• vermin •
Pronunciation: vêr-min • Hear it!
Part of Speech: Noun, mass (No plural)
Meaning: 1. Small animals, insects, and other pests that are a danger to human health, destructive or otherwise bothersome to humans. 2. Predators that prey on farm or game animals. 3. (Offensive) Disgustingly offensive, loathsome, or repulsive people.
Notes: Here is a term that is particularly disgusting when referring to human beings. It comes with three adjectives, verminous, verminly "like vermin" and verminy "infested with vermin". A fourth adjective, vermiform, refers only to worms. Vermin was mispronounced varmint so much in the western US that most dictionaries now carry that spelling as a separate word.
In Play: Any kind of animal or insect pest is liable to attract this label: "Roland found it hard to keep vermin like coyotes, foxes, and hawks away from his chickens." This is a term used often by authoritarians to turn one sector of society against the other: "We will root out the radical left thugs that live like vermin within the confines of our country."

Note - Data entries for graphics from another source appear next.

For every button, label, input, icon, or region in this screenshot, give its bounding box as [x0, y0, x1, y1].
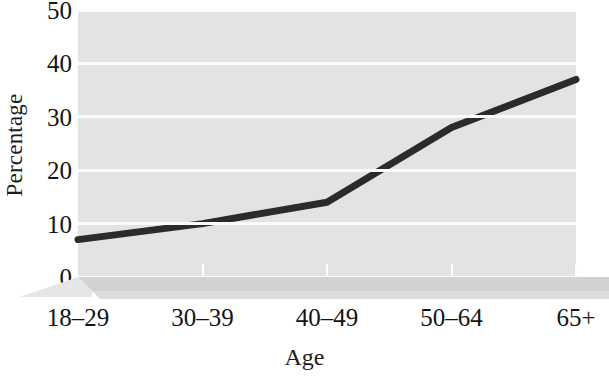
y-tick-label: 30 — [47, 104, 72, 129]
x-axis-tick-labels: 18–2930–3940–4950–6465+ — [0, 305, 609, 339]
gridline-40 — [78, 62, 576, 65]
x-tick-label: 30–39 — [171, 305, 234, 330]
y-axis-tick-labels: 01020304050 — [26, 0, 76, 290]
x-tick-label: 18–29 — [47, 305, 110, 330]
y-tick-label: 40 — [47, 51, 72, 76]
x-tick-mark — [326, 264, 328, 277]
gridline-20 — [78, 169, 576, 172]
x-tick-label: 65+ — [556, 305, 595, 330]
x-tick-mark — [575, 264, 577, 277]
y-tick-label: 50 — [47, 0, 72, 23]
x-tick-label: 50–64 — [420, 305, 483, 330]
y-tick-label: 10 — [47, 211, 72, 236]
floor-3d-decoration — [0, 277, 609, 303]
x-axis-title: Age — [0, 344, 609, 371]
gridline-50 — [78, 9, 576, 12]
x-tick-mark — [202, 264, 204, 277]
plot-area — [78, 10, 576, 277]
y-axis-title-text: Percentage — [2, 94, 28, 197]
gridline-10 — [78, 222, 576, 225]
y-tick-label: 20 — [47, 158, 72, 183]
x-tick-mark — [451, 264, 453, 277]
data-series-line — [78, 10, 576, 277]
line-chart: Percentage 01020304050 18–2930–3940–4950… — [0, 0, 609, 382]
x-tick-label: 40–49 — [296, 305, 359, 330]
gridline-30 — [78, 115, 576, 118]
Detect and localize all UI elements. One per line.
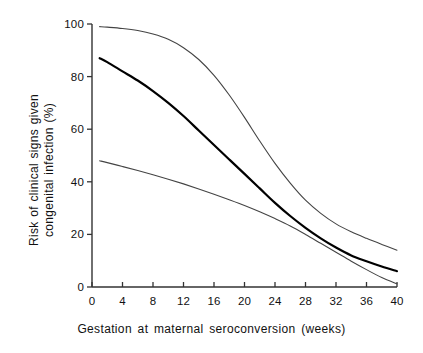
- x-tick-label-0: 0: [89, 295, 96, 307]
- x-tick-label-40: 40: [390, 295, 403, 307]
- y-axis-ticks: [87, 24, 92, 287]
- chart-figure: 020406080100 0481216202428323640 Gestati…: [0, 0, 423, 353]
- x-tick-label-36: 36: [360, 295, 373, 307]
- x-tick-label-24: 24: [268, 295, 281, 307]
- curve-2: [100, 161, 397, 284]
- x-tick-label-32: 32: [329, 295, 342, 307]
- x-tick-label-12: 12: [177, 295, 190, 307]
- y-axis-title: Risk of clinical signs given congenital …: [27, 55, 57, 285]
- risk-curves: [100, 27, 397, 284]
- y-axis-title-line2: congenital infection (%): [42, 55, 57, 285]
- x-axis-ticks: [92, 282, 397, 287]
- curve-0: [100, 27, 397, 251]
- x-tick-label-4: 4: [119, 295, 126, 307]
- x-tick-label-16: 16: [207, 295, 220, 307]
- x-axis-title: Gestation at maternal seroconversion (we…: [0, 322, 423, 336]
- y-axis-title-line1: Risk of clinical signs given: [27, 55, 42, 285]
- x-tick-label-8: 8: [150, 295, 157, 307]
- x-tick-label-28: 28: [299, 295, 312, 307]
- y-tick-label-100: 100: [40, 18, 84, 30]
- curve-1: [100, 58, 397, 271]
- x-tick-label-20: 20: [238, 295, 251, 307]
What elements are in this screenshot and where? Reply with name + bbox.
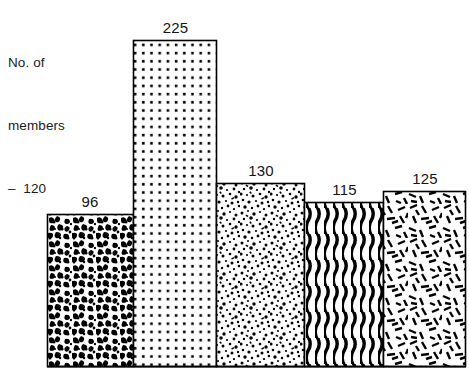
bar-chart: No. of members – 120 96 225 130 115 125 — [0, 0, 469, 378]
bar-5 — [384, 192, 466, 367]
bar-4 — [305, 203, 384, 367]
bar-5-value-label: 125 — [384, 171, 466, 186]
bar-3 — [217, 184, 305, 367]
bar-1-value-label: 96 — [47, 194, 133, 209]
bar-3-value-label: 130 — [217, 163, 305, 178]
bar-3-body — [217, 184, 305, 367]
bar-2-body — [134, 41, 217, 367]
bar-2-value-label: 225 — [134, 20, 217, 35]
y-axis-caption-line-1: No. of — [8, 52, 118, 73]
bar-2 — [134, 41, 217, 367]
bar-5-body — [384, 192, 466, 367]
y-axis-caption-line-2: members — [8, 115, 118, 136]
bar-4-value-label: 115 — [305, 182, 384, 197]
bar-4-body — [305, 203, 384, 367]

Word History: Today's bad Good Word was nicked from Old French vermin "moth, worm, mite", which meant in the plural "troublesome insects". This word came from Vulgar (Street) Latin verminum, a collective noun (singular noun with plural reference) based on vermis "worm", which Latin inherited from PIE wer-m-/wor-m- "to turn, twist, bend". We find the workings of this PIE word in Dutch and English worm, Danish and Norwegian orm "worm", English -ward, as in forward, German werden "to become (turn into)" and Wurm "worm", Ukrainian Veresen' "September', Russian vertet' "to turn", Serbian vrteti "to spin", Lithuanian versti "to (over)turn, translate", Breton gwer "green" (from a dye made from worms), and Welsh gwyrdd "green".